Hmm, tricky 🤔 In a translation file it should be impossible to define aliases without having defined name

Oh? I didn't look at how the translation is presented in Weblate. You mean, in Weblate, name and aliases are not separated? Hm, then I suppose the previous behavior would be just as fair. But now you changed it, and that's fine, too.

westnordost commented 3 months ago

Hmm, what about if all terms and names are merged into a dialect from the base language (maybe removing duplicates)? Would that make sense? - that could maybe actually be a nice feature...

westnordost commented 3 months ago

Anyway, maybe I will change it like that, but first, I will merge your PR

westnordost commented 3 months ago

I contemplated it a bit, and then implemented the above. I think the more terms and aliases can be used to find a preset, the better. The example you showed for example where it differed - this simply resulted from that the en-NZ was not updated after aliases were introduced. So, when we just merge en into en-NZ, users will still profit from up-to-date en translations even if en-NZ is a outdated or does not contain all (maybe recently) added terms.

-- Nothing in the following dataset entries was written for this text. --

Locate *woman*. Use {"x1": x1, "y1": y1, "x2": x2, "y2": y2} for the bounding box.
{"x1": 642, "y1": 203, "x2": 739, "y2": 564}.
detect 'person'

As a result, the code is also more straightforward.

logan12358 commented 3 months ago

Thanks for merging, and your following change looks simpler :)

In general it seems reasonable to merge aliases and terms from all system/preference locales. I see that StreetComplete has this behaviour to always include null (presets) - these might not make sense to merge for non-English speakers when a translation is available? But it doesn't seem like terms or aliases are used much in StreetComplete so it might not be a practical issue there.

westnordost commented 3 months ago

Unlocalized features are presets from the NSI, i.e. brands.